Ivan (my husband) and I just finished watching Rise of the Guardians, the highly recommended animated film introduced to us by Pastor Seth Dahl that same weekend he came to speak to us about the effects of good covering on soil…and I am very, very, glad to report that I agree 100% with Pastor Seth on the significance of this film and how it speaks into the condition of our society and our experience of the world today, and what is needed for hope, healing, courage and love to rise up where there has simply been too much darkness, hurt, fear, and loneliness.
We were actually gifted the movie a few weeks ago from a good friend, only to lend it out twice the first week, and then finding it difficult to make time to sit down and watch it ourselves.
And then even tonight, we ALMOST could not watch it because we couldn’t remember where we last put it down after numerous occasions of picking it up to possibly watch, only to have something else come up or finding one or both of ourselves just too tired at the end of the day.
Funny now that I think about it, because as we were searching and searching, I started feeling all those negative thoughts and insecurities that like to try and rise up and convince me of the “hopelessness” of my own life and self (even as I know that I know that I know now without a doubt that I am not hopeless nor has any circumstance in my life ever turned out hopeless!). Those negative thoughts and insecurities are just so familiar, that when they start creeping up, they can get in and start to take over pretty fast…
For example, “of course, when we finally have time to watch the movie, that’s when it disappears,” and “what did I expect as I haven’t been doing the best job at housekeeping these past couple of weeks, how can anyone keep track of anything in all the piles of clutter starting to add up in all the different rooms of our house,” and “how am I going to face my friend and have to explain to her that we lost it?”… Silly things, I know, but these were the thoughts bombarding my life for a whole five to ten minutes or so.
And then the thought occurred, why not just ask the girls. Because even though I can remember looking at the case with them a couple days ago because they were asking me about who all the different characters on the cover picture were, I just couldn’t remember where we were or what exactly we were doing, because so much has happened in my own world since then… And sure enough, my daughters both literally thought about it for a few seconds, and then a light bulb went on in my recently turned 4-year-old Olivia’s brain, and she’s like, “I know! Let me go check…” in an excited voice. So she jumps up and runs to my bedroom like she’s off to go Easter egg hunting, and goes straight to my husband’s side table drawer looking for it. It isn’t there so she says, “hm, that’s strange, I know it was here,” and because I know that she knows what she remembers, I am no longer worried and can confidently tell her thanks because now I will know how to find it (so the girls scramble back off to bed, not bothered one bit that their ‘remembering’ didn’t produce immediate results). So I just decide to start searching from around the side table and then under the bed, and I find it under the bed around the corner, within 5 seconds — mission accomplished, just like that! =)
I feel like this experience, and the film, are reminding me and somehow articulating how God is teaching me about the amazing power in my children—and in all children—when in their “childlikeness” they are happy and having fun (like the effects of Jack Frost’s ‘powers’ in the film), to bring instant life and peace and joy to me whenever I remember to make and allow for time to relate to and actively pursue relationship with them.
There is something here about what childlikeness—which is what we need to be able to enter the kingdom of heaven “like little children” (Matthew 18:3)—looks like, and how it is the secret to combatting, defeating and transforming the darkness, depression, fear and loneliness in our lives and in the world today…which I will continue to think about and hopefully write more on shortly.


● EXERCISE PROMPT: Tally every line in the data that has the word "Groups" and report only the total.

[Items listed in a dataset]
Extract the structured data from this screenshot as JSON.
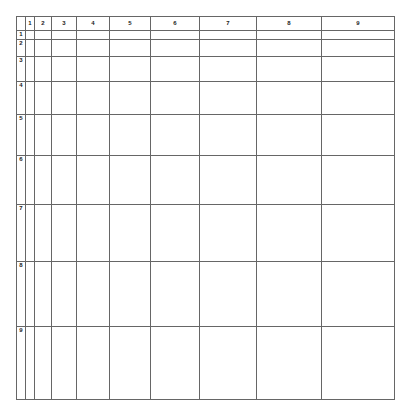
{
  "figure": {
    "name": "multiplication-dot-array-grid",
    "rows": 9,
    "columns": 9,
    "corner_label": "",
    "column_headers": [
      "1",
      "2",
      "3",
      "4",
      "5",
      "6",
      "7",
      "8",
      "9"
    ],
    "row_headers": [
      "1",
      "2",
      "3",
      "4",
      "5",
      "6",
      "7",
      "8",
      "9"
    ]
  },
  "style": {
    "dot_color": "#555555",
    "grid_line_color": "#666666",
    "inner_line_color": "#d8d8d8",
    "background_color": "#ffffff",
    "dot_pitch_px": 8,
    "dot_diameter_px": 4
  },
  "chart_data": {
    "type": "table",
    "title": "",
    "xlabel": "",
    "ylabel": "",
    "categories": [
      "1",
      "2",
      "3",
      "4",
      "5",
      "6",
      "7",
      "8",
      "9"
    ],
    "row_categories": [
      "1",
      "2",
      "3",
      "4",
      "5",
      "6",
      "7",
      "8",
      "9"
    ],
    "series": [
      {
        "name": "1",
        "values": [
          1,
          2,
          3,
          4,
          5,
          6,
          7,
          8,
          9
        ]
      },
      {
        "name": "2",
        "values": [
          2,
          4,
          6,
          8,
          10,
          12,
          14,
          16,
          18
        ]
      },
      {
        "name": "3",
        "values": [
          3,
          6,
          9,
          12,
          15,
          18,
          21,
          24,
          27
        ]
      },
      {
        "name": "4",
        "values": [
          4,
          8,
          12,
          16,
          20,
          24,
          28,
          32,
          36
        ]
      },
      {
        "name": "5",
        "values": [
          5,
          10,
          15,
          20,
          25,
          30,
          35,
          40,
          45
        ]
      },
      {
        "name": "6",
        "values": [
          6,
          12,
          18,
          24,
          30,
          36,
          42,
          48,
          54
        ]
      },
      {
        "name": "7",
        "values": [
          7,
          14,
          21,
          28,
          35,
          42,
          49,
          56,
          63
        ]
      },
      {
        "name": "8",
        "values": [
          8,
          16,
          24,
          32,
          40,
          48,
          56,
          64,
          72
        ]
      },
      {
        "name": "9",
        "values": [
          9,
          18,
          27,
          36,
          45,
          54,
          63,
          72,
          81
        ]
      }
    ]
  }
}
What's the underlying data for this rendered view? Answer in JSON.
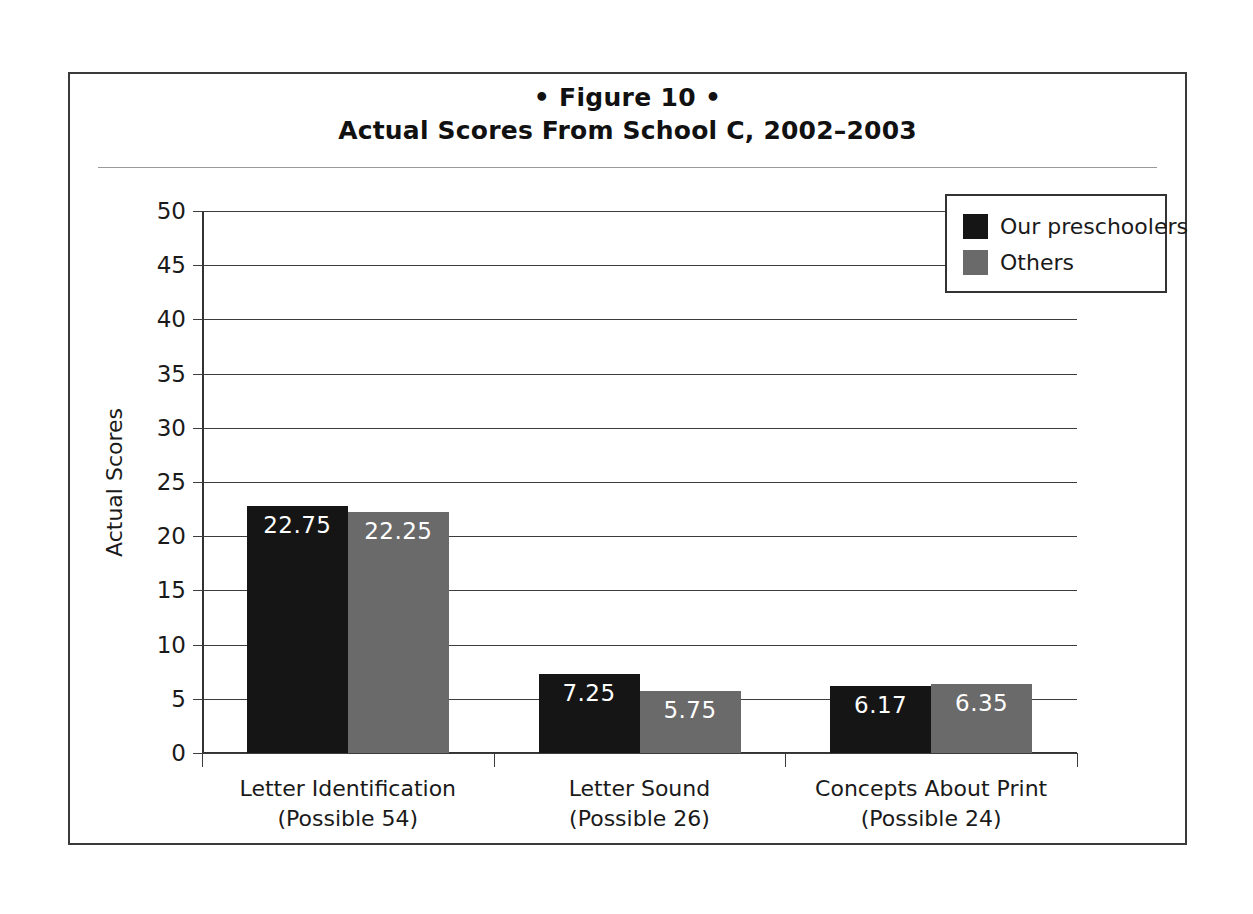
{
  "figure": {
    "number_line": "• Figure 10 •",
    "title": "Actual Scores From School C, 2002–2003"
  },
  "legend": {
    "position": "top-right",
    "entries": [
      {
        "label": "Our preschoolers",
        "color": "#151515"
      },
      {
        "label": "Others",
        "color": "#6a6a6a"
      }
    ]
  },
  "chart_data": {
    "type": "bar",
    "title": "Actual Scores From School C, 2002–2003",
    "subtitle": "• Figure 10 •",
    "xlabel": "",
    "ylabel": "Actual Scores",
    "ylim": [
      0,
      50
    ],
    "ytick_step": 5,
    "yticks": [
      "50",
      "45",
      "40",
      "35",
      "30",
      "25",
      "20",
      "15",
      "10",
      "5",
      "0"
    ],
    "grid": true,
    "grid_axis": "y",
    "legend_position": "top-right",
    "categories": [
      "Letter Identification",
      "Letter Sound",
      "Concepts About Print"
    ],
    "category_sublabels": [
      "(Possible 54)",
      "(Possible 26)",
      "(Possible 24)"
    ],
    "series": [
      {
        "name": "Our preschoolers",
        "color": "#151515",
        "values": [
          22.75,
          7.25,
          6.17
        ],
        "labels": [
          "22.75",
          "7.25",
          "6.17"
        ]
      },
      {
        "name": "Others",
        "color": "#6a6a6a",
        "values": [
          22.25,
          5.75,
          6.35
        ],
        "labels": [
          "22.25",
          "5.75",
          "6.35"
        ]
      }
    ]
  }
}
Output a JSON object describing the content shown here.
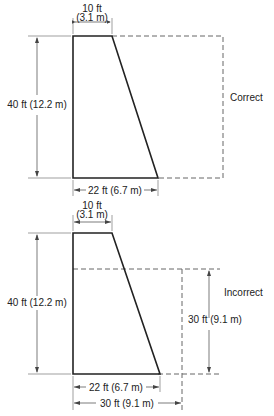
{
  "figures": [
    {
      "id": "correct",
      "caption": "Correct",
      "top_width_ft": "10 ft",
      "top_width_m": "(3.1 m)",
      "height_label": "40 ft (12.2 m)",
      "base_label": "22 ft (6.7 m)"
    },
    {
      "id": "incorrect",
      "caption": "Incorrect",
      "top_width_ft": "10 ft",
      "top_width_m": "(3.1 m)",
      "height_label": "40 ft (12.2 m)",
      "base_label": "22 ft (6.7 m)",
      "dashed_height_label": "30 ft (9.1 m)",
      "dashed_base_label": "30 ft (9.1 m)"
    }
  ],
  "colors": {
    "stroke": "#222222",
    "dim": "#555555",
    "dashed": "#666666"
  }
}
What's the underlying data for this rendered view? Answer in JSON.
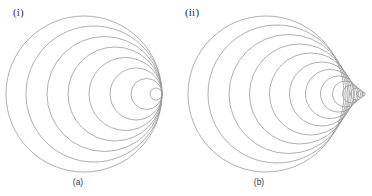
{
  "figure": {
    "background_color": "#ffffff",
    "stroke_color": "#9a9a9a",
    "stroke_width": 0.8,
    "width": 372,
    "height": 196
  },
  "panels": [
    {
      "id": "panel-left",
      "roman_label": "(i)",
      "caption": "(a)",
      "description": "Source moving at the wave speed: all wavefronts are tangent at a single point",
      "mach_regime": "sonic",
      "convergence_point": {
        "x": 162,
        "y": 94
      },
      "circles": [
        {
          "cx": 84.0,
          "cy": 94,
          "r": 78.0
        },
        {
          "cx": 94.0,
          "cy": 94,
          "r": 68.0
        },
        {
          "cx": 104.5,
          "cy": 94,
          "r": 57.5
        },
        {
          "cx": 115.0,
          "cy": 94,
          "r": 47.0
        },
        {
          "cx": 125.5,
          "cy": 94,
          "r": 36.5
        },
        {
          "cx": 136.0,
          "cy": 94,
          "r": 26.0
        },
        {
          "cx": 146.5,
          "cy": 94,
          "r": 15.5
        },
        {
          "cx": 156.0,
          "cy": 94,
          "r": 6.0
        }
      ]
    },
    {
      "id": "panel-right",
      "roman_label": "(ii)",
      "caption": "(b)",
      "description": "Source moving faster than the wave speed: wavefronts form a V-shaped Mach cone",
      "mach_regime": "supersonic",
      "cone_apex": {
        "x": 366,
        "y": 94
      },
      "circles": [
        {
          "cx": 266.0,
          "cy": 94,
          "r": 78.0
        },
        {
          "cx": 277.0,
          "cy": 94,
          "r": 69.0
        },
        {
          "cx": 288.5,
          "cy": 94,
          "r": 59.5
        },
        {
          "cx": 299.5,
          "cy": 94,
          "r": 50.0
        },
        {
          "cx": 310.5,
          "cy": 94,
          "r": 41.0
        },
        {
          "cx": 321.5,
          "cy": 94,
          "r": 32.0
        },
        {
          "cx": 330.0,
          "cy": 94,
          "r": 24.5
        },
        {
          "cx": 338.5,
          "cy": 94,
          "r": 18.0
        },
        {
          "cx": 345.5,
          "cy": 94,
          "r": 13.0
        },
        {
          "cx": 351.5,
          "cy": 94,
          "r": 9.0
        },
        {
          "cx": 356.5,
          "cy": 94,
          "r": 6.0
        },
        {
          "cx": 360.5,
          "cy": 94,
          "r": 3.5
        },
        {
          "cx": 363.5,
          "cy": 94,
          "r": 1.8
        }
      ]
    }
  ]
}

* * *

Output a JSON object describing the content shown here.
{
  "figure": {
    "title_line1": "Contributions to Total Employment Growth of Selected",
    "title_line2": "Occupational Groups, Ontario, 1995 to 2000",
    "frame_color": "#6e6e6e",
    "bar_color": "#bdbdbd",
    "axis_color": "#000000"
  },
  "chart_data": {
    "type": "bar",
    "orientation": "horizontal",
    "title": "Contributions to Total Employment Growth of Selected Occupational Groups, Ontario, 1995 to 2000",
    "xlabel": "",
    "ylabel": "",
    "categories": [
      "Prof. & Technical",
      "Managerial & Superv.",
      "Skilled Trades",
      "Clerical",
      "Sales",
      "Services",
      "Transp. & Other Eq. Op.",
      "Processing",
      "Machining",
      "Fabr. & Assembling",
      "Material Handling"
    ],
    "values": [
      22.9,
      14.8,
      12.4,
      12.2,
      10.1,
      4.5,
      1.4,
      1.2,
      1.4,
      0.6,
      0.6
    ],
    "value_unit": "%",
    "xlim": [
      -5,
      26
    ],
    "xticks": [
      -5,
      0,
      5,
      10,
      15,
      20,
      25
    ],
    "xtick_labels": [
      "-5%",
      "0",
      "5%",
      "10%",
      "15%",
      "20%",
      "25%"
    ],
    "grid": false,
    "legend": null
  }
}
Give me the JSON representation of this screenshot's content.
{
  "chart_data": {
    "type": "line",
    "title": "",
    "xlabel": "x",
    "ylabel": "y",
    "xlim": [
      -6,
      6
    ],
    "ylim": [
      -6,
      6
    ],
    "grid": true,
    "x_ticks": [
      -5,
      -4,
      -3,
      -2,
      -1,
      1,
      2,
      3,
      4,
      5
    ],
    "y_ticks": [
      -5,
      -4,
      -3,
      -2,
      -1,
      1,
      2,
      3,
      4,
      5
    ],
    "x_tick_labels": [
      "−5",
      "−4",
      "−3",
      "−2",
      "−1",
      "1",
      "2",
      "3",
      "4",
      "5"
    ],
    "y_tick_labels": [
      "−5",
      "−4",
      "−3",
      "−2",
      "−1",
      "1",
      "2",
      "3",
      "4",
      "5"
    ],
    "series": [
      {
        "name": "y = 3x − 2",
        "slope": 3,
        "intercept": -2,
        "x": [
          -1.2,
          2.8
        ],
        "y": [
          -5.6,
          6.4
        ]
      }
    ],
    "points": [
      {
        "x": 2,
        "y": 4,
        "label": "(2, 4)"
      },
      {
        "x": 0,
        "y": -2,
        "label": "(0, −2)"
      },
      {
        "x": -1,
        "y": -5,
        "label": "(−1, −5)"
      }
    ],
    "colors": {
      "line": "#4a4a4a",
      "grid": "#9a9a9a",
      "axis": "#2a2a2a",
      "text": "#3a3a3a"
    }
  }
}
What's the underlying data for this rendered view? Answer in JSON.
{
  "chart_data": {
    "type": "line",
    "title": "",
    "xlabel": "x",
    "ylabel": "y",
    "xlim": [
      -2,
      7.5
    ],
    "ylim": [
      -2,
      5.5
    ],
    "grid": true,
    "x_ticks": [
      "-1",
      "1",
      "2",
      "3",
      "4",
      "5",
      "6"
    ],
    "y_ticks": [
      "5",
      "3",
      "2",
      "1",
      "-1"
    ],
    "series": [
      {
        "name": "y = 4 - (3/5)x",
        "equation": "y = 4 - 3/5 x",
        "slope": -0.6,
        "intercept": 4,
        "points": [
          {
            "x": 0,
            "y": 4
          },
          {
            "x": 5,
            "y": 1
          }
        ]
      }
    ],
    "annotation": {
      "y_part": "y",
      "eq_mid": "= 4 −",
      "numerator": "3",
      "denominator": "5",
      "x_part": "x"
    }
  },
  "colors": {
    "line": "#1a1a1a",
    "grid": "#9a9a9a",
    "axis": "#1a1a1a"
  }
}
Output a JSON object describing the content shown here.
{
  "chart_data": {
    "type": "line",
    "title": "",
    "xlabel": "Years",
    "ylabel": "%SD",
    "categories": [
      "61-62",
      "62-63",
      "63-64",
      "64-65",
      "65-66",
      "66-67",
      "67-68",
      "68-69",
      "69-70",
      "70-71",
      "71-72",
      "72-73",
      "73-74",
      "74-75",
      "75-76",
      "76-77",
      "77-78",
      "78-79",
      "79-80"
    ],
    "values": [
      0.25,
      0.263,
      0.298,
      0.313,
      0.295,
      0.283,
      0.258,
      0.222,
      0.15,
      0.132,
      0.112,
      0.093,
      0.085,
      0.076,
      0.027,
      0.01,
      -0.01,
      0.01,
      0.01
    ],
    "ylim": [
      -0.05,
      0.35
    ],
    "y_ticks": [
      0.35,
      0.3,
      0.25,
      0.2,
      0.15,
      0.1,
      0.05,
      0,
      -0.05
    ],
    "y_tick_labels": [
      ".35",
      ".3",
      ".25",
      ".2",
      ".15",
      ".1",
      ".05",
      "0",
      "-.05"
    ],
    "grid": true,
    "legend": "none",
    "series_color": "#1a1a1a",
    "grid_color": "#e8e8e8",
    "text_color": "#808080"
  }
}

● WRITTEN ANSWER: 2